Seeing the Christmas in Christ

Anthony Esolen has done such a fabulous job of reminding us of the Incarnation that I dare not attempt a similar assay or essay!

Read and enjoy!


Saturday, December 18, 2010

Ya Gotta Love the Burgh!

©2010, Randall A. Beeler

I grew up in the mountainous areas 50 miles southeast of Pittsburgh, PA, and I remember the city, the people, and its teams with vivid fondness.

What you fall in love with about Pittsburgh is the melting-pot openness of the people. Pittsburgh is a literal melting pot: waves of English, Germans, Scots, Irish, Croatians, Russians, Greeks, Czechs, Slovaks, Serbs, Poles, and my beloved Italians all came to the Pittsburgh area to melt and smelt coal and iron ore into steel.
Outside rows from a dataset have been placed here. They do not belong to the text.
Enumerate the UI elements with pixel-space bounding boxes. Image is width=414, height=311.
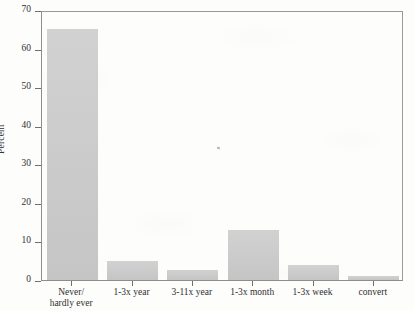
x-axis-tick-mark [313,281,314,286]
plot-area [41,11,403,281]
y-axis-title: Percent [0,94,6,154]
y-axis-tick: 70 [0,11,41,12]
bar-chart-figure: Percent 010203040506070 Never/ hardly ev… [0,0,414,311]
bar [167,270,218,280]
x-axis-category-label: 3-11x year [162,287,222,298]
bar [348,276,399,280]
y-axis-tick-label: 60 [22,43,32,53]
bar [107,261,158,280]
y-axis-tick-label: 30 [22,158,32,168]
x-axis-category-label: Never/ hardly ever [41,287,101,309]
bar [47,29,98,280]
y-axis-tick-label: 40 [22,120,32,130]
scan-artifact-speck [217,147,220,150]
x-axis-tick-mark [252,281,253,286]
y-axis-tick: 60 [0,50,41,51]
y-axis-tick: 40 [0,127,41,128]
y-axis-tick: 20 [0,204,41,205]
x-axis-tick-mark [192,281,193,286]
x-axis-tick-mark [373,281,374,286]
x-axis-category-label: 1-3x week [282,287,342,298]
y-axis-tick-label: 50 [22,81,32,91]
x-axis-category-label: 1-3x month [222,287,282,298]
x-axis-tick-mark [71,281,72,286]
y-axis-tick: 0 [0,281,41,282]
y-axis-tick-label: 70 [22,4,32,14]
x-axis-tick-mark [132,281,133,286]
y-axis-tick: 10 [0,242,41,243]
y-axis-tick-label: 10 [22,235,32,245]
y-axis-tick: 30 [0,165,41,166]
x-axis-category-label: 1-3x year [101,287,161,298]
y-axis-tick-label: 20 [22,197,32,207]
y-axis-tick: 50 [0,88,41,89]
bar [228,230,279,280]
x-axis-category-label: convert [343,287,403,298]
bar [288,265,339,280]
y-axis-tick-mark [35,281,41,282]
y-axis-tick-label: 0 [26,274,31,284]
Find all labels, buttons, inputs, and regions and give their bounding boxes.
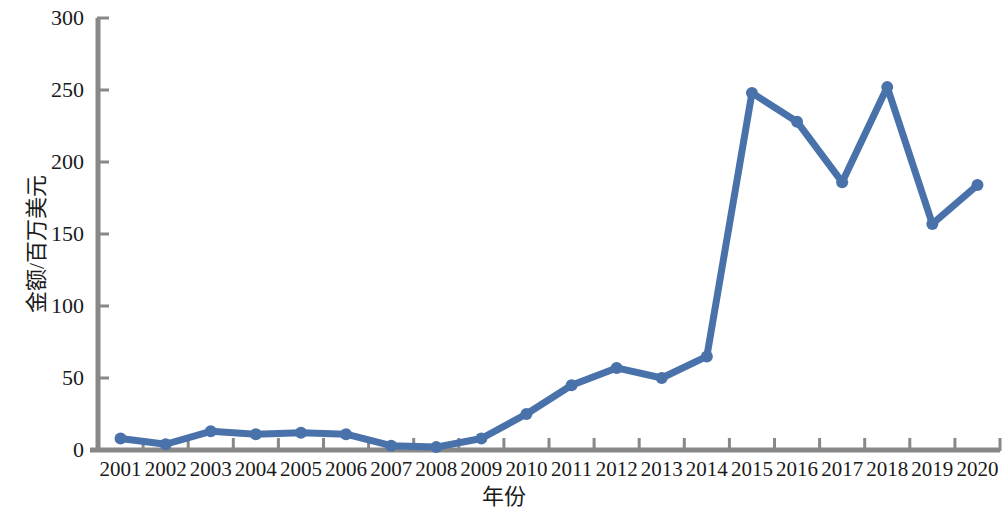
data-point-marker <box>475 432 487 444</box>
x-axis-tick-label: 2008 <box>414 459 459 480</box>
x-axis-tick-label: 2012 <box>594 459 639 480</box>
data-point-marker <box>746 87 758 99</box>
x-axis-tick-label: 2011 <box>549 459 594 480</box>
y-axis-tick-label: 250 <box>0 79 84 101</box>
x-axis-tick-label: 2009 <box>459 459 504 480</box>
x-axis-title: 年份 <box>0 478 1007 510</box>
x-axis-tick-label: 2003 <box>188 459 233 480</box>
x-axis-tick-label: 2018 <box>865 459 910 480</box>
x-axis-tick-label: 2006 <box>324 459 369 480</box>
x-axis-tick-label: 2013 <box>639 459 684 480</box>
data-point-marker <box>791 116 803 128</box>
x-axis-tick-label: 2010 <box>504 459 549 480</box>
y-axis-tick-label: 0 <box>0 439 84 461</box>
x-axis-tick-label: 2007 <box>369 459 414 480</box>
data-point-marker <box>566 379 578 391</box>
y-axis-tick-label: 50 <box>0 367 84 389</box>
x-axis-tick-label: 2004 <box>233 459 278 480</box>
data-point-marker <box>115 432 127 444</box>
x-axis-tick-label: 2017 <box>820 459 865 480</box>
data-point-marker <box>430 441 442 453</box>
x-axis-tick-label: 2015 <box>729 459 774 480</box>
data-point-marker <box>205 425 217 437</box>
data-point-marker <box>250 428 262 440</box>
x-axis-tick-label: 2016 <box>775 459 820 480</box>
data-point-marker <box>971 179 983 191</box>
data-point-marker <box>160 438 172 450</box>
data-point-marker <box>926 218 938 230</box>
data-point-marker <box>611 362 623 374</box>
data-series-line <box>121 87 978 447</box>
data-point-marker <box>520 408 532 420</box>
axes <box>90 18 1000 450</box>
x-axis-tick-label: 2019 <box>910 459 955 480</box>
y-axis-tick-label: 300 <box>0 7 84 29</box>
data-point-marker <box>656 372 668 384</box>
data-point-marker <box>295 427 307 439</box>
data-point-marker <box>340 428 352 440</box>
data-point-marker <box>836 176 848 188</box>
x-axis-tick-label: 2014 <box>684 459 729 480</box>
x-axis-tick-label: 2020 <box>955 459 1000 480</box>
data-point-marker <box>385 440 397 452</box>
x-axis-ticks <box>98 438 1000 451</box>
y-axis-title: 金额/百万美元 <box>18 134 50 354</box>
data-point-marker <box>881 81 893 93</box>
x-axis-tick-label: 2001 <box>98 459 143 480</box>
data-point-marker <box>701 350 713 362</box>
x-axis-tick-label: 2002 <box>143 459 188 480</box>
x-axis-tick-label: 2005 <box>278 459 323 480</box>
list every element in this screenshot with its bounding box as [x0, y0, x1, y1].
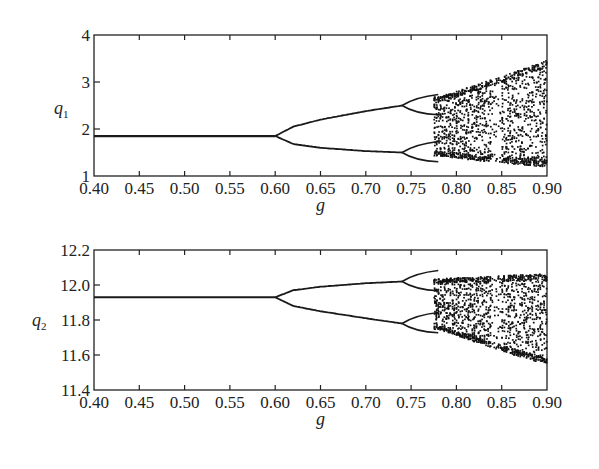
plot-frame: [94, 35, 547, 176]
y-tick-label: 12.0: [60, 276, 90, 295]
x-tick-label: 0.85: [487, 393, 517, 412]
lower-branch-line: [275, 136, 402, 153]
x-tick-label: 0.75: [396, 179, 426, 198]
x-tick-label: 0.60: [260, 393, 290, 412]
y-tick-label: 4: [82, 26, 91, 45]
y-axis-label: q1: [54, 98, 69, 120]
x-axis-label: g: [316, 195, 325, 215]
upper-branch-line: [275, 282, 402, 298]
x-tick-label: 0.45: [124, 393, 154, 412]
chaos-scatter: [433, 273, 547, 363]
chaos-scatter: [433, 60, 547, 167]
bifurcation-figure: 0.400.450.500.550.600.650.700.750.800.85…: [0, 0, 599, 469]
plot-frame: [94, 250, 547, 390]
x-tick-label: 0.80: [442, 179, 472, 198]
y-tick-label: 11.6: [61, 346, 90, 365]
y-tick-label: 11.4: [61, 381, 91, 400]
x-tick-label: 0.70: [351, 393, 381, 412]
y-axis-label: q2: [32, 310, 47, 332]
x-tick-label: 0.80: [442, 393, 472, 412]
x-tick-label: 0.55: [215, 393, 245, 412]
q1-plot: 0.400.450.500.550.600.650.700.750.800.85…: [54, 26, 562, 215]
x-tick-label: 0.85: [487, 179, 517, 198]
x-tick-label: 0.75: [396, 393, 426, 412]
x-tick-label: 0.45: [124, 179, 154, 198]
x-tick-label: 0.60: [260, 179, 290, 198]
y-tick-label: 1: [82, 167, 91, 186]
y-tick-label: 12.2: [60, 241, 90, 260]
x-axis-label: g: [316, 409, 325, 429]
x-tick-label: 0.90: [532, 179, 562, 198]
y-tick-label: 3: [82, 73, 91, 92]
x-tick-label: 0.50: [170, 179, 200, 198]
y-tick-label: 2: [82, 120, 91, 139]
lower-branch-line: [275, 297, 402, 323]
q2-plot: 0.400.450.500.550.600.650.700.750.800.85…: [32, 241, 562, 429]
x-tick-label: 0.70: [351, 179, 381, 198]
x-tick-label: 0.55: [215, 179, 245, 198]
x-tick-label: 0.90: [532, 393, 562, 412]
upper-branch-line: [275, 106, 402, 137]
y-tick-label: 11.8: [61, 311, 90, 330]
x-tick-label: 0.50: [170, 393, 200, 412]
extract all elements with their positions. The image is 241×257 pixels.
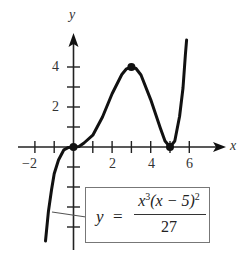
equation-equals: = — [113, 207, 123, 227]
point-origin — [70, 143, 78, 151]
equation-denominator: 27 — [132, 218, 206, 236]
x-tick-label: 6 — [186, 157, 193, 171]
point-local-max — [127, 63, 135, 71]
leader-line — [52, 212, 86, 217]
equation-factor: (x − 5) — [150, 192, 195, 209]
equation-numerator: x3(x − 5)2 — [132, 191, 206, 210]
point-local-min — [166, 143, 174, 151]
equation-lhs: y — [96, 207, 104, 227]
fraction-bar — [134, 214, 206, 215]
x-tick-label: 2 — [109, 157, 116, 171]
x-tick-label: −2 — [22, 157, 37, 171]
y-tick-label: 2 — [52, 100, 59, 114]
x-tick-label: 4 — [148, 157, 155, 171]
y-tick-label: 4 — [52, 60, 59, 74]
x-axis-label: x — [230, 139, 236, 153]
y-axis-label: y — [69, 8, 75, 22]
equation-factor-exponent: 2 — [195, 191, 200, 202]
equation-box: y = x3(x − 5)2 27 — [85, 187, 210, 243]
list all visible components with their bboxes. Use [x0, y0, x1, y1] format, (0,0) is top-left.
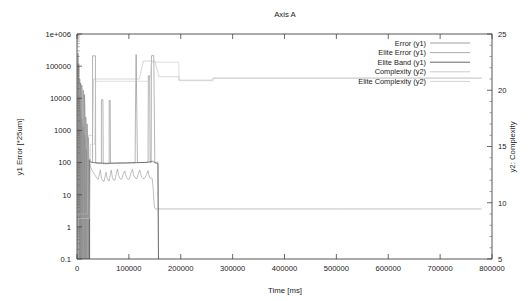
chart-title: Axis A — [274, 10, 296, 19]
axis-a-chart: Axis A 0.11101001000100001000001e+006510… — [0, 0, 530, 301]
x-axis-title: Time [ms] — [268, 286, 302, 295]
y1-tick-label: 1000 — [54, 126, 71, 135]
x-tick-label: 100000 — [116, 264, 141, 273]
legend-label: Elite Complexity (y2) — [358, 77, 426, 86]
x-tick-label: 700000 — [427, 264, 452, 273]
x-tick-label: 400000 — [272, 264, 297, 273]
y1-tick-label: 10 — [63, 191, 71, 200]
legend-label: Elite Error (y1) — [378, 48, 426, 57]
x-tick-label: 600000 — [376, 264, 401, 273]
x-tick-label: 200000 — [168, 264, 193, 273]
legend-label: Error (y1) — [395, 39, 426, 48]
chart-container: Axis A 0.11101001000100001000001e+006510… — [0, 0, 530, 301]
x-tick-label: 300000 — [220, 264, 245, 273]
x-tick-label: 500000 — [324, 264, 349, 273]
y1-tick-label: 100000 — [46, 62, 71, 71]
y2-axis-title: y2: Complexity — [508, 121, 517, 172]
legend-label: Elite Band (y1) — [378, 58, 426, 67]
y2-tick-label: 5 — [498, 255, 502, 264]
y1-tick-label: 1 — [67, 223, 71, 232]
y1-tick-label: 10000 — [50, 94, 71, 103]
legend-label: Complexity (y2) — [375, 67, 426, 76]
y1-axis-title: y1 Error [*25um] — [15, 119, 24, 176]
x-tick-label: 800000 — [479, 264, 504, 273]
y1-tick-label: 100 — [58, 158, 71, 167]
y1-tick-label: 0.1 — [60, 255, 71, 264]
y2-tick-label: 15 — [498, 142, 506, 151]
y2-tick-label: 10 — [498, 199, 506, 208]
y2-tick-label: 20 — [498, 86, 506, 95]
y2-tick-label: 25 — [498, 30, 506, 39]
x-tick-label: 0 — [75, 264, 79, 273]
y1-tick-label: 1e+006 — [45, 30, 71, 39]
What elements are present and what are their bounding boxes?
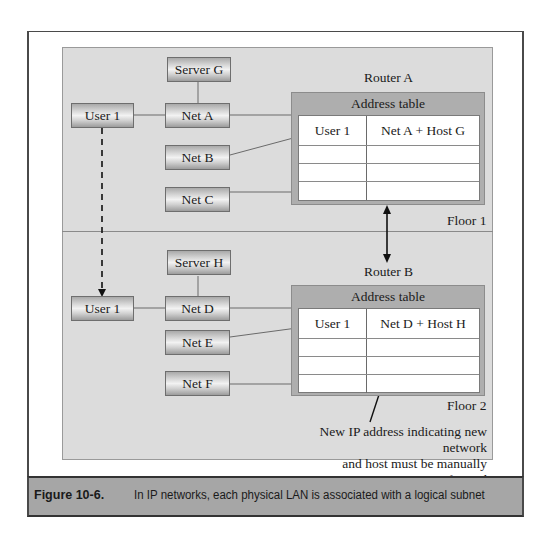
server-h-box: Server H xyxy=(167,250,231,275)
figure-caption-bar: Figure 10-6. In IP networks, each physic… xyxy=(27,476,524,517)
table-cell-user xyxy=(299,339,367,356)
table-cell-address xyxy=(367,182,479,200)
table-row xyxy=(299,182,479,200)
figure-number: Figure 10-6. xyxy=(34,488,104,502)
floor2-label: Floor 2 xyxy=(447,398,486,414)
user1-floor1-box: User 1 xyxy=(71,103,134,128)
net-d-box: Net D xyxy=(165,296,230,321)
figure-caption: In IP networks, each physical LAN is ass… xyxy=(134,488,485,502)
router-b-label: Router B xyxy=(364,264,413,280)
table-cell-address: Net D + Host H xyxy=(367,309,479,338)
net-b-box: Net B xyxy=(165,145,230,170)
table-cell-user: User 1 xyxy=(299,309,367,338)
net-b-label: Net B xyxy=(182,150,214,166)
table-row xyxy=(299,164,479,182)
net-f-box: Net F xyxy=(165,371,230,396)
net-c-box: Net C xyxy=(165,187,230,212)
table-row xyxy=(299,357,479,375)
table-row xyxy=(299,339,479,357)
table-cell-user xyxy=(299,375,367,393)
net-a-label: Net A xyxy=(182,108,214,124)
table-row xyxy=(299,375,479,393)
router-a-label: Router A xyxy=(364,70,413,86)
table-cell-user xyxy=(299,146,367,163)
net-a-box: Net A xyxy=(165,103,230,128)
user1-floor2-label: User 1 xyxy=(85,301,121,317)
net-c-label: Net C xyxy=(182,192,214,208)
table-cell-address: Net A + Host G xyxy=(367,116,479,145)
table-row: User 1 Net D + Host H xyxy=(299,309,479,339)
server-g-box: Server G xyxy=(167,57,231,82)
table-row: User 1 Net A + Host G xyxy=(299,116,479,146)
table-cell-address xyxy=(367,146,479,163)
net-f-label: Net F xyxy=(182,376,212,392)
table-cell-user xyxy=(299,182,367,200)
table-cell-address xyxy=(367,357,479,374)
floor1-label: Floor 1 xyxy=(447,213,486,229)
router-b-table-grid: User 1 Net D + Host H xyxy=(298,308,480,393)
net-d-label: Net D xyxy=(181,301,214,317)
net-e-label: Net E xyxy=(182,335,213,351)
table-cell-address xyxy=(367,164,479,181)
router-a-table-grid: User 1 Net A + Host G xyxy=(298,115,480,201)
net-e-box: Net E xyxy=(165,330,230,355)
annotation-line-1: New IP address indicating new network xyxy=(272,424,487,456)
user1-floor2-box: User 1 xyxy=(71,296,134,321)
table-cell-address xyxy=(367,339,479,356)
user1-floor1-label: User 1 xyxy=(85,108,121,124)
router-b-address-table: Address table User 1 Net D + Host H xyxy=(291,285,485,396)
table-cell-user xyxy=(299,357,367,374)
server-h-label: Server H xyxy=(175,255,223,271)
router-b-table-title: Address table xyxy=(292,286,484,308)
server-g-label: Server G xyxy=(175,62,223,78)
table-cell-user: User 1 xyxy=(299,116,367,145)
table-cell-address xyxy=(367,375,479,393)
table-cell-user xyxy=(299,164,367,181)
table-row xyxy=(299,146,479,164)
router-a-address-table: Address table User 1 Net A + Host G xyxy=(291,92,485,205)
router-a-table-title: Address table xyxy=(292,93,484,115)
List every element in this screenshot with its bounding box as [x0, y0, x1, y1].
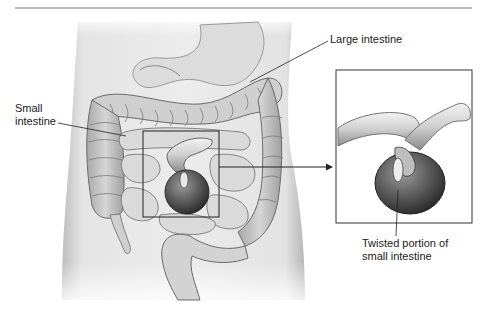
- label-small-intestine-line2: intestine: [15, 115, 56, 128]
- label-small-intestine-line1: Small: [15, 102, 56, 115]
- label-large-intestine: Large intestine: [330, 33, 402, 46]
- label-twisted-line2: small intestine: [362, 250, 448, 263]
- label-small-intestine: Small intestine: [15, 102, 56, 128]
- label-twisted-portion: Twisted portion of small intestine: [362, 237, 448, 263]
- label-large-intestine-text: Large intestine: [330, 33, 402, 45]
- label-twisted-line1: Twisted portion of: [362, 237, 448, 250]
- inset-detail: [336, 70, 472, 223]
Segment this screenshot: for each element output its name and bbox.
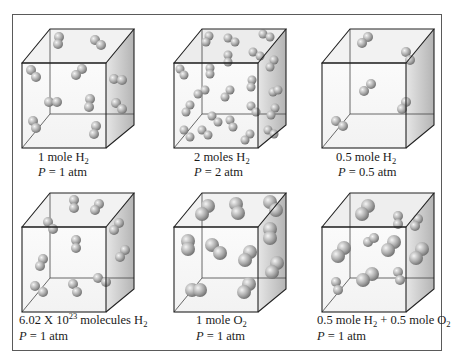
caption-pressure: P = 2 atm [194, 165, 243, 180]
panel-1-mole-h2: 1 mole H2 P = 1 atm [18, 22, 168, 192]
caption-pressure: P = 1 atm [196, 329, 245, 344]
caption-pressure: P = 1 atm [19, 329, 68, 344]
caption-pressure: P = 1 atm [38, 165, 87, 180]
panel-3-half-mole-h2: 0.5 mole H2 P = 0.5 atm [318, 22, 457, 192]
caption-amount: 1 mole H2 [38, 150, 89, 165]
caption-pressure: P = 0.5 atm [338, 165, 396, 180]
caption-amount: 2 moles H2 [194, 150, 250, 165]
gas-cube-6 [318, 186, 457, 316]
panel-2-moles-h2: 2 moles H2 P = 2 atm [170, 22, 320, 192]
gas-cube-5 [170, 186, 320, 316]
gas-cube-3 [318, 22, 457, 152]
panel-4-avogadro-h2: 6.02 X 1023 molecules H2 P = 1 atm [18, 186, 168, 356]
caption-amount: 6.02 X 1023 molecules H2 [19, 313, 147, 328]
panel-5-mole-o2: 1 mole O2 P = 1 atm [170, 186, 320, 356]
caption-amount: 1 mole O2 [196, 313, 247, 328]
gas-cube-1 [18, 22, 168, 152]
gas-cube-4 [18, 186, 168, 316]
caption-amount: 0.5 mole H2 [336, 150, 396, 165]
caption-amount: 0.5 mole H2 + 0.5 mole O2 [317, 313, 451, 328]
gas-cube-2 [170, 22, 320, 152]
caption-pressure: P = 1 atm [317, 329, 366, 344]
panel-6-mixture-h2-o2: 0.5 mole H2 + 0.5 mole O2 P = 1 atm [318, 186, 457, 356]
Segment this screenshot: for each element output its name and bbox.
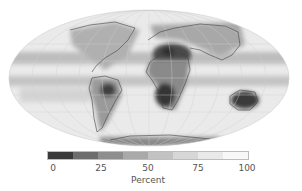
colorbar xyxy=(47,151,249,160)
colorbar-segment xyxy=(73,152,98,159)
colorbar-label: Percent xyxy=(131,175,165,185)
map-fill xyxy=(0,0,302,148)
colorbar-tick: 75 xyxy=(192,163,203,173)
colorbar-tick: 50 xyxy=(142,163,153,173)
colorbar-segment xyxy=(123,152,148,159)
colorbar-tick: 0 xyxy=(50,163,56,173)
colorbar-segment xyxy=(98,152,123,159)
colorbar-tick: 25 xyxy=(95,163,106,173)
colorbar-segment xyxy=(148,152,173,159)
colorbar-tick: 100 xyxy=(238,163,255,173)
colorbar-segment xyxy=(223,152,248,159)
colorbar-segment xyxy=(48,152,73,159)
colorbar-segment xyxy=(173,152,198,159)
colorbar-segment xyxy=(198,152,223,159)
world-map xyxy=(0,0,302,148)
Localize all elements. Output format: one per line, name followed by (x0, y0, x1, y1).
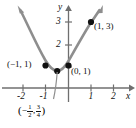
vertex-minus-sign: − (22, 105, 27, 115)
y-tick-label-3: 3 (56, 17, 61, 27)
vertex-x-numerator: 1 (27, 104, 32, 111)
vertex-close-paren: ) (42, 104, 46, 116)
y-tick-label-2: 2 (56, 40, 61, 50)
vertex-y-denominator: 4 (36, 111, 41, 119)
x-tick-label--2: -2 (17, 92, 25, 102)
point-label-0-1: (0, 1) (71, 67, 91, 76)
vertex-fraction-y: 34 (36, 104, 41, 118)
parabola-graph-figure: y x 3 2 -2 -1 1 2 (−1, 1) (0, 1) (1, 3) … (0, 0, 136, 128)
x-axis-label: x (126, 92, 130, 102)
point--1-1 (42, 62, 48, 68)
vertex-x-denominator: 2 (27, 111, 32, 119)
vertex-y-numerator: 3 (36, 104, 41, 111)
x-tick-label-1: 1 (89, 92, 94, 102)
point-label-vertex: (−12,34) (18, 104, 45, 118)
vertex-leader-line (54, 72, 58, 99)
vertex-fraction-x: 12 (27, 104, 32, 118)
x-tick-label--1: -1 (40, 92, 48, 102)
y-axis-label: y (58, 3, 62, 13)
point-label--1-1: (−1, 1) (7, 60, 32, 69)
point-label-1-3: (1, 3) (94, 22, 114, 31)
x-tick-label-2: 2 (111, 92, 116, 102)
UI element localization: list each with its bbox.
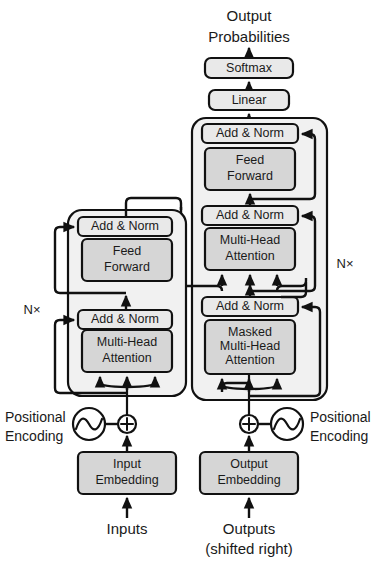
decoder-feed-forward-label-1: Feed	[236, 153, 265, 167]
encoder-repeat-label: N×	[24, 302, 41, 317]
decoder-repeat-label: N×	[337, 256, 354, 271]
output-probabilities-line2: Probabilities	[208, 28, 290, 45]
encoder-add-norm-lower-label: Add & Norm	[91, 312, 159, 326]
encoder-add-norm-upper-label: Add & Norm	[91, 219, 159, 233]
decoder-feed-forward-label-2: Forward	[227, 169, 273, 183]
input-embedding-label-1: Input	[113, 457, 141, 471]
input-embedding-label-2: Embedding	[95, 473, 158, 487]
decoder-add-norm-bottom-label: Add & Norm	[216, 299, 284, 313]
decoder-add-norm-middle-label: Add & Norm	[216, 208, 284, 222]
inputs-label: Inputs	[107, 520, 148, 537]
decoder-masked-attention-label-1: Masked	[228, 325, 272, 339]
output-embedding-label-1: Output	[230, 457, 268, 471]
outputs-label-line1: Outputs	[223, 520, 276, 537]
encoder-feed-forward-label-1: Feed	[113, 244, 142, 258]
decoder-masked-attention-label-2: Multi-Head	[220, 339, 280, 353]
encoder-attention-label-2: Attention	[102, 351, 151, 365]
input-positional-encoding-label-2: Encoding	[5, 428, 63, 444]
encoder-attention-label-1: Multi-Head	[97, 335, 157, 349]
output-probabilities-line1: Output	[226, 7, 272, 24]
output-positional-encoding-label-2: Encoding	[310, 428, 368, 444]
input-positional-encoding-label-1: Positional	[5, 409, 66, 425]
transformer-architecture-diagram: Output Probabilities Softmax Linear Mask…	[0, 0, 374, 566]
decoder-add-norm-top-label: Add & Norm	[216, 126, 284, 140]
output-embedding-label-2: Embedding	[217, 473, 280, 487]
decoder-cross-attention-label-2: Attention	[225, 249, 274, 263]
softmax-label: Softmax	[226, 61, 273, 75]
output-positional-encoding-label-1: Positional	[310, 409, 371, 425]
decoder-masked-attention-label-3: Attention	[225, 353, 274, 367]
figure-canvas: Output Probabilities Softmax Linear Mask…	[0, 0, 374, 566]
encoder-feed-forward-label-2: Forward	[104, 260, 150, 274]
decoder-cross-attention-label-1: Multi-Head	[220, 233, 280, 247]
outputs-label-line2: (shifted right)	[205, 540, 293, 557]
linear-label: Linear	[232, 93, 267, 107]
Even though the coke ovens and the steel mills are mostly relics of the past, the Burgh is still all about people melding together, neighborhood-by-neighborhood, borough-by-borough, hollow-by-hollow, to create a hospitality and welcome that is completely unique, completely nutty, completely beloved. By celebrating its differences, Pittsburgh crafts its own diversity and uniqueness without the ham-fisted manipulation of a so-called "political correctness."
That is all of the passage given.